Obama spotlights Manhattan student in college speech

President Obama was nearing the end of a speech about college opportunity Thursday when he called attention to a student in the audience, Estiven Rodriguez, a senior at WHEELS High School in Upper Manhattan.

Estiven “could not speak a word of English when he moved to the United States from the Dominican Republic at the age of nine,” Obama said. “Didn’t speak much more English by the time he entered sixth grade.”

But he flourished in the “tightly knit school community” at WHEELS, or Washington Heights Expeditionary Learning School, the President said. He said Estiven also benefitted from the personal attention of a classroom teaching assistant brought to the school by Blue Engine, a Brooklyn-based nonprofit that sent more than 50 recent college graduates to work in five city high schools this year. (Obama also gave a shout out to that group’s founder, Nick Ehrmann.)

Last month, Estiven joined other WHEELS students in their annual march through the streets and to a local post office to mail their college applications. “You would have thought it was the Macy’s parade,” Obama quipped.

“And Estiven just heard back,” the President continued. “This son of a factory worker who didn’t speak much English just six years ago won a competitive scholarship to attend Dickinson College this fall.”

Earlier in his speech about ways to help low-income students attend and graduate from college, Obama highlighted iMentor, a mentoring program that began in a single South Bronx school in 1999 and now plans to operate in more than 20 states over the next five years.

Watch the video above to hear Obama tell Estiven’s story.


Work to complete
Reproduce the whole listing, keeping every character the same.

Exercise material

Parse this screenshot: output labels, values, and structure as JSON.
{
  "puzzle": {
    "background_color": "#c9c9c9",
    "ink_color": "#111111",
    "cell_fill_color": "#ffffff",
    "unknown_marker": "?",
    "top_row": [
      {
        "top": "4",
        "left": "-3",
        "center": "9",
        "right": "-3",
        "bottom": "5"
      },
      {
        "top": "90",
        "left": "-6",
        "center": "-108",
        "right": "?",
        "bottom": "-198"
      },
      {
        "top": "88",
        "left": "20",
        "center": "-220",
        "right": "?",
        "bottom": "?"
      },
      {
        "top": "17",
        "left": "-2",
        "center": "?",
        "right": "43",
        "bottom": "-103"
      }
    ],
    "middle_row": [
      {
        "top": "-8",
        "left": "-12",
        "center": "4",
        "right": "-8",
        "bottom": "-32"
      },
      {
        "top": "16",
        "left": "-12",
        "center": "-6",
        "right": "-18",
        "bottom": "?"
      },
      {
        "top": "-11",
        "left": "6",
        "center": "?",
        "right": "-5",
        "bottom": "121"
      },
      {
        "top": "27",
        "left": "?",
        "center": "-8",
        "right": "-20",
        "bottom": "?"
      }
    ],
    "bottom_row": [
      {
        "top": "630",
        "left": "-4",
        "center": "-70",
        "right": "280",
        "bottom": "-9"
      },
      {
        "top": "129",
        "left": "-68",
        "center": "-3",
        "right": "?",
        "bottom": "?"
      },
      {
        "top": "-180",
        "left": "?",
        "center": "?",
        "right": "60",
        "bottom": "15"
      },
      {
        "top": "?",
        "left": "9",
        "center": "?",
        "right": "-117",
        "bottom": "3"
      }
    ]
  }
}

Result of the exercise
Parse this screenshot: output labels, values, and structure as JSON.
{
  "puzzle": {
    "background_color": "#c9c9c9",
    "ink_color": "#111111",
    "cell_fill_color": "#ffffff",
    "unknown_marker": "?",
    "top_row": [
      {
        "top": "4",
        "left": "-3",
        "center": "9",
        "right": "-3",
        "bottom": "5"
      },
      {
        "top": "90",
        "left": "-6",
        "center": "-108",
        "right": "?",
        "bottom": "-198"
      },
      {
        "top": "88",
        "left": "20",
        "center": "-220",
        "right": "?",
        "bottom": "?"
      },
      {
        "top": "17",
        "left": "-2",
        "center": "?",
        "right": "43",
        "bottom": "-103"
      }
    ],
    "middle_row": [
      {
        "top": "-8",
        "left": "-12",
        "center": "4",
        "right": "-8",
        "bottom": "-32"
      },
      {
        "top": "16",
        "left": "-12",
        "center": "-6",
        "right": "-18",
        "bottom": "?"
      },
      {
        "top": "-11",
        "left": "6",
        "center": "?",
        "right": "-5",
        "bottom": "121"
      },
      {
        "top": "27",
        "left": "?",
        "center": "-8",
        "right": "-20",
        "bottom": "?"
      }
    ],
    "bottom_row": [
      {
        "top": "630",
        "left": "-4",
        "center": "-70",
        "right": "280",
        "bottom": "-9"
      },
      {
        "top": "129",
        "left": "-68",
        "center": "-3",
        "right": "?",
        "bottom": "?"
      },
      {
        "top": "-180",
        "left": "?",
        "center": "?",
        "right": "60",
        "bottom": "15"
      },
      {
        "top": "?",
        "left": "9",
        "center": "?",
        "right": "-117",
        "bottom": "3"
      }
    ]
  }
}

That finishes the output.